Beyond Academics asks to hear your thoughts, comments, and opinions on the topics we’ve covered throughout the week. Let’s keep the conversation about Higher Education going.
Our Posts
“Higher Ed: What Are You Paying For?” by Matt Alex
In this article, Matt Alex talks about creating value in a campus that is primarily digital. We want to know your thoughts. Where is the value in a digital campus? Are students still going to be willing to pay for the university name? What justifies tuition costs, especially now?
“The End of Sneakernet” by John Thompson-Haas
John Thompson- Haas explains how the old administrative processes of colleges and universities, the “sneakernet” cannot sustain the shift to digital learning. How is your organization evolving their systems to accommodate both faculty and students? (That is if they’re updating their systems at all.)
“Who Is the Man in the Lobby?” by Matt Alex
We must begin holding ourselves accountable for the future of Higher Ed. We need to create true value for students and stop being a part of lobby transformations. Are you the man in the lobby? How are you adding actual value to your organization?
“What A Prospective College Student Is Looking For: A Hybrid Experience” by Sureya Alex, College Prospect
Today’s students are not only capable of hybrid learning, they crave it. The comfort, independence, and preparation that go along with hybrid learning are of great value to prospective students. Does your organization offer true hybrid learning? Or is it just traditional learning with an online add-on that fails to meet expectations?
Other Posts
“Colleges Should Go Back to School on Remote Learning” from Inside Higher Ed.
This article by Ryan Craig sums up how higher ed institutions continue to fail to focus on the right initiatives.
BA Bold Thoughts:
- Schools continue to teach in the traditional model (live lecture) without evolving to a true digital learning culture… “exacerbating inequality, with underrepresented minority and low-income students facing even more roadblocks to engagement and persistence.”
- Schools will say they tried to improve online learning but they invested so much time on the prescriptive academic year and hosting students on campus that lost focus on the medium that creates their value now.
- Remaining Status Quo will never produce better outcomes for students and faculty. It’s time to focus on initiatives like creating an online culture that rivals Netflix. This will produce exponential growth and value.
“Will COVID-19 Revive Faculty Power?” from The Chronicle of Higher Education
While the pandemic has almost shuttered traditional learning, it has now shined a huge light on the opportunities that showcase the true asset of an institution, that is the faculty and the knowledge they disseminate.
BA Bold Thoughts: 4 Opportunities for Faculty
- Become Digital – Being digital is more than zoom, it is creating culture of learning and engagement.
- Use Modern Learning Platforms – to teach to all the 5 learning chemistries of digital natives.
- Unbundling Content – will shed light on amazing content that can be absorbed on demand and could tailor academic paths.
- Educational Market place – iTunes has empowered music, app stores have empowered developers, educational marketplaces will empower knowledge disseminators to create amazing artifacts for their educational domain. This will also foster peer to peer collaborations & allow access to all students.
“All Majors Allowed” by Kate Szumanski
This is a great article to justify why campuses have to reimagine the Future of the Academic Enterprise. While yes, businesses have to hire liberal arts majors, it’s as important for universities and colleges to create cross disciplinary academic paths.
BA Bold Thought
Liberal Arts majors run many of the top tech companies. It’s time to rename these majors and design and instill them with various cross-disciplinary topics, like AI, Blockchain, Future of Work, Google, Design Thinking, just to name a few.
Tell Us Your Thoughts
Comment on this post, reach out on LinkedIn, or submit your take on any of these topics via email. We want to talk with you about the future of Higher Ed.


From the data below, return all lines holding the string "ylabel".

Given information —
_ _ _ _
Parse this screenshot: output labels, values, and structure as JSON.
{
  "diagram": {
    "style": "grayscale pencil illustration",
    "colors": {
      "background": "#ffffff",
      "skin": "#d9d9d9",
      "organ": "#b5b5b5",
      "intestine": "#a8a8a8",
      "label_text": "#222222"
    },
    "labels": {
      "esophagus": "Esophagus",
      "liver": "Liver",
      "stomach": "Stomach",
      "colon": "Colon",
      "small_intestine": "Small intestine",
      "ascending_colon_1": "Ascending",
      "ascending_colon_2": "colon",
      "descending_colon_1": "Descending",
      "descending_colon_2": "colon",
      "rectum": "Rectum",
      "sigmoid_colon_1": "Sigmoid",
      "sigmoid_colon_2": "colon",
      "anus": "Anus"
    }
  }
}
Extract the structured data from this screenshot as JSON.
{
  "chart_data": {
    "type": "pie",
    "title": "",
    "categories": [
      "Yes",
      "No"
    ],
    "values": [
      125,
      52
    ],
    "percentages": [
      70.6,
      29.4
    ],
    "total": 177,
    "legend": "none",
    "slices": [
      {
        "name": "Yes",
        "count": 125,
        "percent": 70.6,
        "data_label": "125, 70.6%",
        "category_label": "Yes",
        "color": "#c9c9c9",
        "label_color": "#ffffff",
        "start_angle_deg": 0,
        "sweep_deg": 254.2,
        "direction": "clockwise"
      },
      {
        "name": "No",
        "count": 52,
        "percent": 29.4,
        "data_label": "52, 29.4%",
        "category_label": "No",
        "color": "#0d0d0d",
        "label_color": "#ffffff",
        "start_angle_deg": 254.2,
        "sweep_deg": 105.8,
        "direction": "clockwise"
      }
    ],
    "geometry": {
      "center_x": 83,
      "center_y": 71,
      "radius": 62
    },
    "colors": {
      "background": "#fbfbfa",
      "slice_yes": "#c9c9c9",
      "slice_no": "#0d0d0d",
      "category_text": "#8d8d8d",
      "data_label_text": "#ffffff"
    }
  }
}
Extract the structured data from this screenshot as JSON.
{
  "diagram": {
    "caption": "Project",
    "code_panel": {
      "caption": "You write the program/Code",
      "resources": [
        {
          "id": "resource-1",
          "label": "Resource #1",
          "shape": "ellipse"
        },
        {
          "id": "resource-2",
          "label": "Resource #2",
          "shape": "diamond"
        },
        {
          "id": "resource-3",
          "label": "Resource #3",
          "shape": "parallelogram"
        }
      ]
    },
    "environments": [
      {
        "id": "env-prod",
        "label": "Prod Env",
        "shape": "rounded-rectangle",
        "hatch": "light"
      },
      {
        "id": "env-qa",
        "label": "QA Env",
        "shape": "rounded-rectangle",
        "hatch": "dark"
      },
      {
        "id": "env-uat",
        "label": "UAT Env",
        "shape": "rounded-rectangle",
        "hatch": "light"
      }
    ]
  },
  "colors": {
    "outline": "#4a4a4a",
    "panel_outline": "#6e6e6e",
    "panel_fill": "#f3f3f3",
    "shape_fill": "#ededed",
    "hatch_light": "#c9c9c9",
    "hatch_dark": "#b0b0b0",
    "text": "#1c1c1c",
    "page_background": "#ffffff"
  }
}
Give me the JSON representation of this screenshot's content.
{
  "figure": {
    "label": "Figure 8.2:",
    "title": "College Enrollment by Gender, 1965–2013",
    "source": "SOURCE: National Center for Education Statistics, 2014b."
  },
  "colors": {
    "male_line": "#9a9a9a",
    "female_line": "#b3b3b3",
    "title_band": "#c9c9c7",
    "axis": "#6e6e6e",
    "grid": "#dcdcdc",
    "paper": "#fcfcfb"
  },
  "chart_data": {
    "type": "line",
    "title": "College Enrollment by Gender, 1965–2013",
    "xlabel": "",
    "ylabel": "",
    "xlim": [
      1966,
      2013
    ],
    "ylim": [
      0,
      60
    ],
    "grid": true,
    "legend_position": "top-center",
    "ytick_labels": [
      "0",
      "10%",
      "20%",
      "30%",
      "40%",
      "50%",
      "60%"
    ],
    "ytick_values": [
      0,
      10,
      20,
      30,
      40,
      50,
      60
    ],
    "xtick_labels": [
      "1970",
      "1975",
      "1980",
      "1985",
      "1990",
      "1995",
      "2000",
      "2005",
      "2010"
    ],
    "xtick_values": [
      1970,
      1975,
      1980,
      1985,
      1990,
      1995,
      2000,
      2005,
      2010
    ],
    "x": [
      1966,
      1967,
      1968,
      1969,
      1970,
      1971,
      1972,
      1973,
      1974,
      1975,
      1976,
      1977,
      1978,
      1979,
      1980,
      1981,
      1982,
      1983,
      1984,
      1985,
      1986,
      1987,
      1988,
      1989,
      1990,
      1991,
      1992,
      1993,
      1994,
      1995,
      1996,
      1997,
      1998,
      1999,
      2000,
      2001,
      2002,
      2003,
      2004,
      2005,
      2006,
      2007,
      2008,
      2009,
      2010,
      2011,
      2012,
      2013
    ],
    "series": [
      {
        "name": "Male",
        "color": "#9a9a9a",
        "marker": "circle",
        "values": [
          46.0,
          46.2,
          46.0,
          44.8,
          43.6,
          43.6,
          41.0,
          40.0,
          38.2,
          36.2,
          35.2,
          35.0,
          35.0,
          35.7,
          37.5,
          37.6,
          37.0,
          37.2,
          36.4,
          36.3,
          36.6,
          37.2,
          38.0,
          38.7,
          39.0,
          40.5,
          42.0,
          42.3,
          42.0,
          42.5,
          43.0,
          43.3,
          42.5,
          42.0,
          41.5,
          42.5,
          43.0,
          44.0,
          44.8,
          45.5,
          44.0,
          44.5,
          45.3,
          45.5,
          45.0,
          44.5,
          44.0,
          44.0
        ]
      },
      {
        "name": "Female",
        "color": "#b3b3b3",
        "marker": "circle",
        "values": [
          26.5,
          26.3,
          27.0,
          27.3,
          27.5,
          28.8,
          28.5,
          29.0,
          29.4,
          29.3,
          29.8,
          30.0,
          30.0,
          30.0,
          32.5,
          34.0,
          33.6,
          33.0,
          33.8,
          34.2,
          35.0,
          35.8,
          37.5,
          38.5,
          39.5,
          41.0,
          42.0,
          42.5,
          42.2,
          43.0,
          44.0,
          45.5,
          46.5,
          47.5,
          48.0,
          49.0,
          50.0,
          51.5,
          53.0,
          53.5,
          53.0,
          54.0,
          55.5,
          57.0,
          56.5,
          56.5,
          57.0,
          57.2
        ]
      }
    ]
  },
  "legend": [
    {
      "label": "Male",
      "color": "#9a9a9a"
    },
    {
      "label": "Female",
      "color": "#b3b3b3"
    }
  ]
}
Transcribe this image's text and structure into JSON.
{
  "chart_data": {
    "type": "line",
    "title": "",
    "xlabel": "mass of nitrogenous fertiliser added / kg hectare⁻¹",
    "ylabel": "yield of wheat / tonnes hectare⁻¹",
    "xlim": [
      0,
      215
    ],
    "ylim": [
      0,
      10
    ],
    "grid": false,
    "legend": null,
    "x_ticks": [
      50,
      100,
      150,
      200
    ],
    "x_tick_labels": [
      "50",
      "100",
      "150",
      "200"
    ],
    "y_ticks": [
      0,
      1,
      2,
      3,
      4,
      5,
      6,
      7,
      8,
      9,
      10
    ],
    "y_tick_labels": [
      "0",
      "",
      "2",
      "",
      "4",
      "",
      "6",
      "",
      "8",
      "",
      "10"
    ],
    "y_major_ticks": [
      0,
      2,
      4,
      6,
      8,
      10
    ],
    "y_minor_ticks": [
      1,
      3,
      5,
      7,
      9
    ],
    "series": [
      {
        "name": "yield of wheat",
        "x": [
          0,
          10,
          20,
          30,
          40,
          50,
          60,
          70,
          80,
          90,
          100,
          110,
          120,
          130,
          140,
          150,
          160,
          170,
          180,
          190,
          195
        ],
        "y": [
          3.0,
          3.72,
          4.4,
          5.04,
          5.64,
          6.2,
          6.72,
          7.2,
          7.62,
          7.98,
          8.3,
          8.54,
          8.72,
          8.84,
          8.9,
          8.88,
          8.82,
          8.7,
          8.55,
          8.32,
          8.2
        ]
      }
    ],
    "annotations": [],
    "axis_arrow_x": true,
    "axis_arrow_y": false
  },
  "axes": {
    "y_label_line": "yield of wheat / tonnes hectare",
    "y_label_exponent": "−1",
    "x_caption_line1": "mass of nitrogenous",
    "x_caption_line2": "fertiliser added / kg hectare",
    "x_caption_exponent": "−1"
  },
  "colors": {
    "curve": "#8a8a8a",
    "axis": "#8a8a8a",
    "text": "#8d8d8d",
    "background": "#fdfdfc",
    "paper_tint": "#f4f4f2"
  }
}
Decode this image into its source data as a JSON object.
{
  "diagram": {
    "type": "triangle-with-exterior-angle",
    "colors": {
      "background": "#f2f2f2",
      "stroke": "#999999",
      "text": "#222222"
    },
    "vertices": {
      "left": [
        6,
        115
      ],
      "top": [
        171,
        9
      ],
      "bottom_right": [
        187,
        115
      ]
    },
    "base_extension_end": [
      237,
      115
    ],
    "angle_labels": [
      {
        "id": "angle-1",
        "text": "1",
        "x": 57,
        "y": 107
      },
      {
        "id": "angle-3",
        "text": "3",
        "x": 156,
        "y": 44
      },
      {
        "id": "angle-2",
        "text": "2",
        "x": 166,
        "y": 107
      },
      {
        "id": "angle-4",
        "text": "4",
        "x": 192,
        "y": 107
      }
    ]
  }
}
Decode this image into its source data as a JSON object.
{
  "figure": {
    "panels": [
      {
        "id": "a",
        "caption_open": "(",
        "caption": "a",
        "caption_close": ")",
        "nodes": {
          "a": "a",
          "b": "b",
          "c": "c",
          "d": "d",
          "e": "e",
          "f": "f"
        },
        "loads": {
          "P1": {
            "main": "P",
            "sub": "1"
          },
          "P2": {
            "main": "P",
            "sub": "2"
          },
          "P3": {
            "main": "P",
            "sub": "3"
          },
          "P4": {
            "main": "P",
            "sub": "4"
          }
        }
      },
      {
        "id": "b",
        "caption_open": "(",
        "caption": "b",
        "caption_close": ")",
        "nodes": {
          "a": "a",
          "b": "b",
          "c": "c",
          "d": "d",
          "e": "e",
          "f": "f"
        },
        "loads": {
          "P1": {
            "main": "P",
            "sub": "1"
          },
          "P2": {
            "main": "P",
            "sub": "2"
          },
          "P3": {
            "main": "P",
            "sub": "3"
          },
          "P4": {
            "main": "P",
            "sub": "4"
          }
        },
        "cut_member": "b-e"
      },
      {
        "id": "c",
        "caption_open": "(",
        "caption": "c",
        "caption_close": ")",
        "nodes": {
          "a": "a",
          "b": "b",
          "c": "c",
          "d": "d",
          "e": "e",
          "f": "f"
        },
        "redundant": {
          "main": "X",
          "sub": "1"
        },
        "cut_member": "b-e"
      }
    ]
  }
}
_ _ _ _
Response —
    "ylabel": "",
    "ylabel": "yield of wheat / tonnes hectare⁻¹",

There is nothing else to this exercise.